GenX and the Love of Hip Hop
Let’s talk about hip hop. I absolutely love this genre of music especially having grown up in the 1980’s and 1990’s. I know. I know. Some of the newer generation would consider us born in the 1900’s to be ancient. Crazy right!? But hey, our music selection was top tier. Unlike most of what is played on the radio today, which to me sounds like gibberish, hip hop back in the day was lively, and made you think.
I grew up listening to icons such as MC Lyte, Run DMC, Eric B & Rakim, Big Daddy Kane, Salt N Pepa, Heavy D, and Doug E. Fresh, just to name a few. Even now when I hear their songs, which are in high rotation in my playlist, it takes me back to a simpler time. I remember the movie Brown Sugar starring Sanaa Lathan and Taye Diggs, and in the movie she asked, “When did you fall in love with hip hop?” As I think about that question, it reminds me of playing double dutch outside in the summer, hopscotch, and watching the boys on the basketball court. You could always count on someone having a radio playing hip hop. Nostalgia. The smells. The sounds.
For me, hip hop is about transcendence. Transcendence of a culture expressing its realities lyrically over a dope beat. It often tells the story of love and life. The love of money, the love of the streets, the love of family, the love of everything. Life experiences and realities. Hip hop draws you in like a good book. It consumes you.
Hip hop has even catapulted some companies into the billion-dollar companies that we see today. That’s not to say that these companies would not be successful had it not been for hip hop, especially considering that many of these companies had been around before hip hop truly hit the scene. But let’s be real, we would be re-missed to ignore the fact that hip hop did in fact save and increase the net worth of some of these companies.
I have been blessed to travel around the world, and one cannot go to a corner of the world where they do not love and appreciate hip hop because it is a culture that embraces and embodies you. So, to answer the question, “when did you fall in love with hip hop?” I fell in love with hip hop back in 1988. What about you?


■ EXERCISE INSTRUCTIONS
Quote the lines below from the one containing "This screenshot has width=351, height=321." to the final line, both ends included; exclude the pictures.
◇ ◇ ◇ ◇ ◇ ◇ ◇
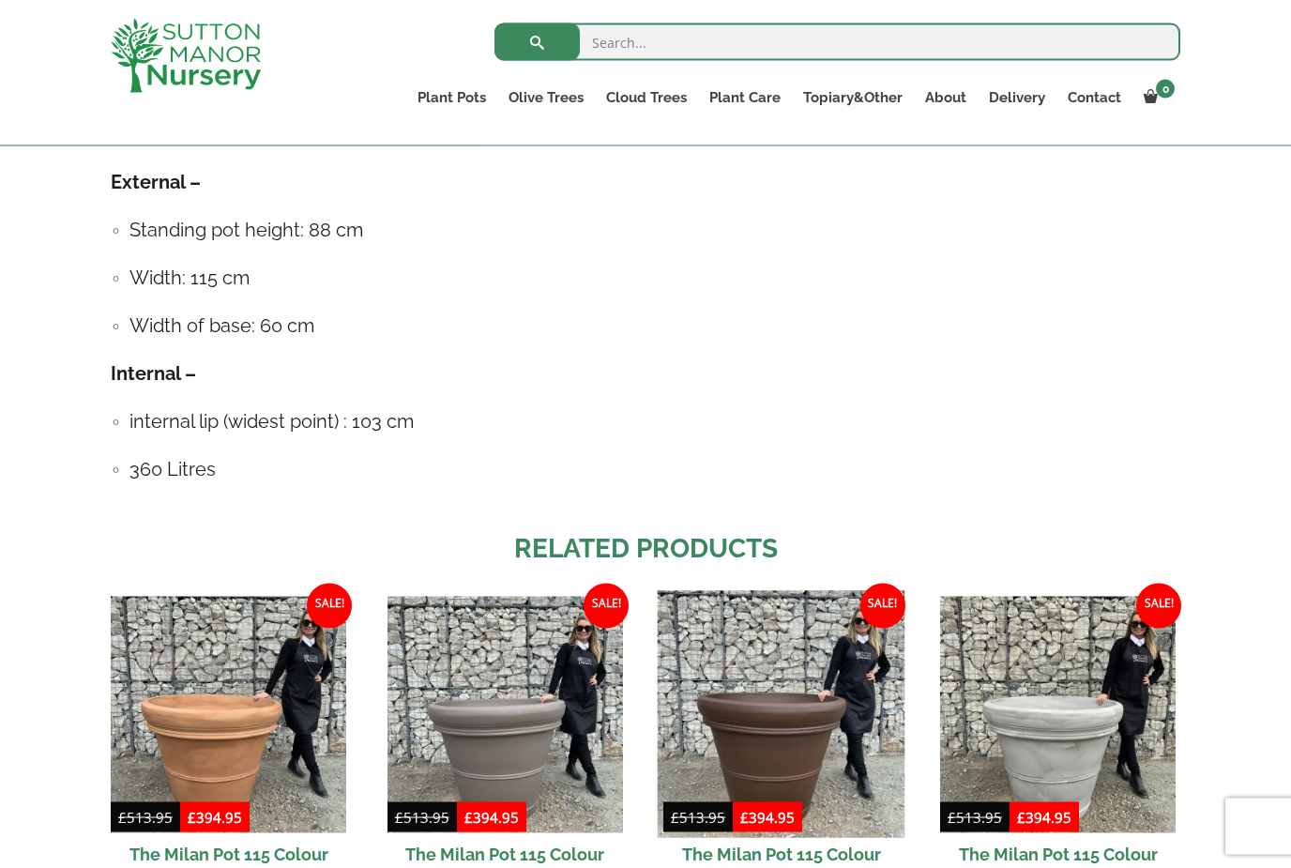  Describe the element at coordinates (745, 98) in the screenshot. I see `a: Plant Care` at that location.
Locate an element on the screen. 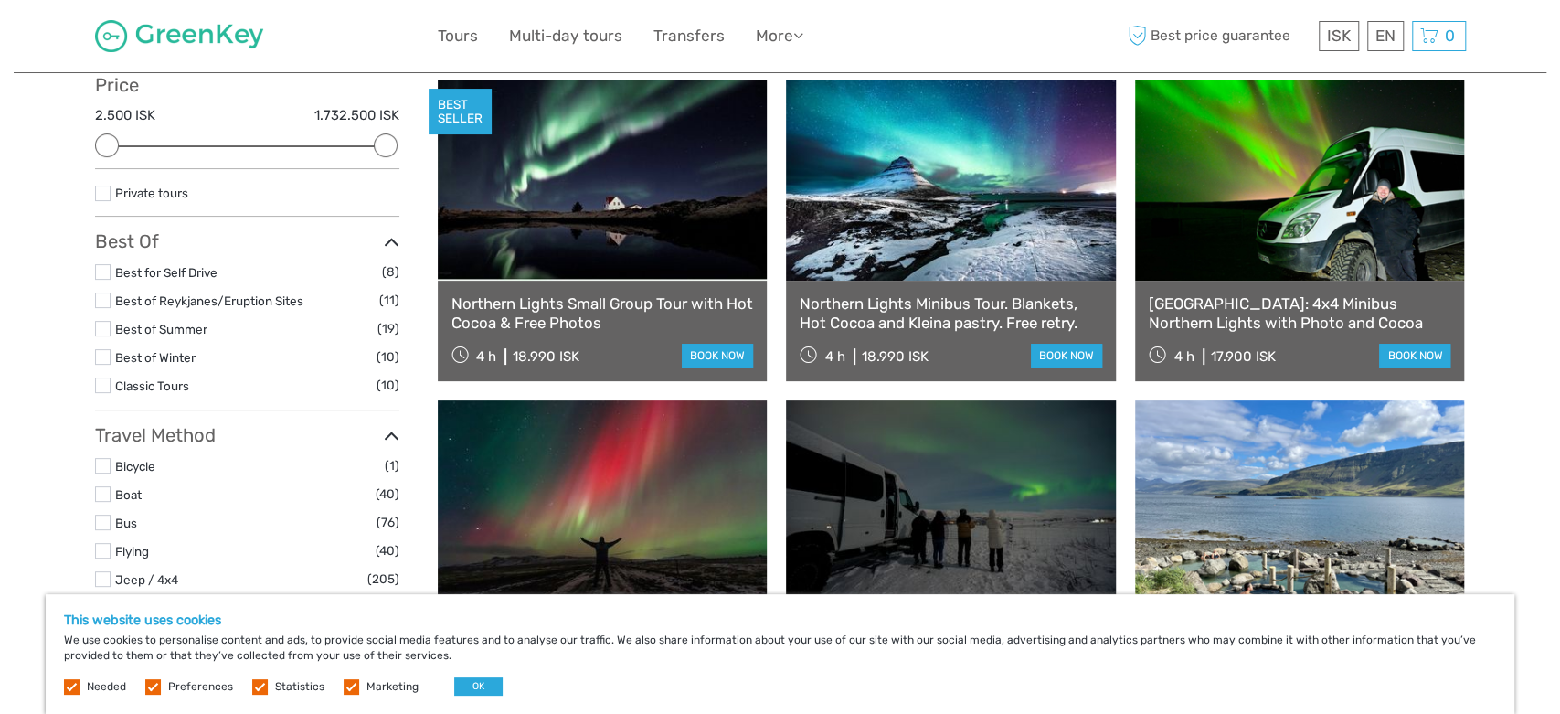 This screenshot has width=1560, height=714. div: BEST SELLER is located at coordinates (460, 111).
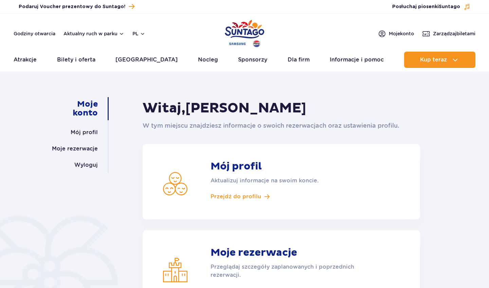 The height and width of the screenshot is (288, 489). What do you see at coordinates (139, 34) in the screenshot?
I see `button: pl` at bounding box center [139, 34].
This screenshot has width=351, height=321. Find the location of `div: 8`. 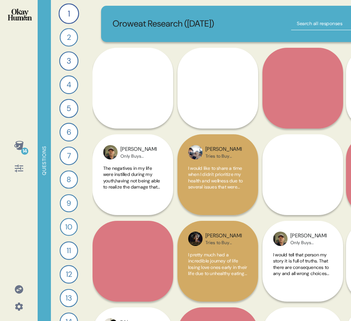

div: 8 is located at coordinates (69, 179).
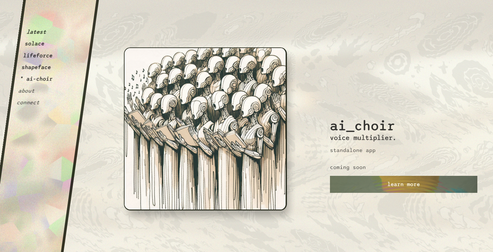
◇ ◇ ◇ ◇ ◇ ◇ ◇
■ SOLUTION BELOW
This screenshot has width=351, height=321. Find the location of `div: 8`. 

div: 8 is located at coordinates (69, 179).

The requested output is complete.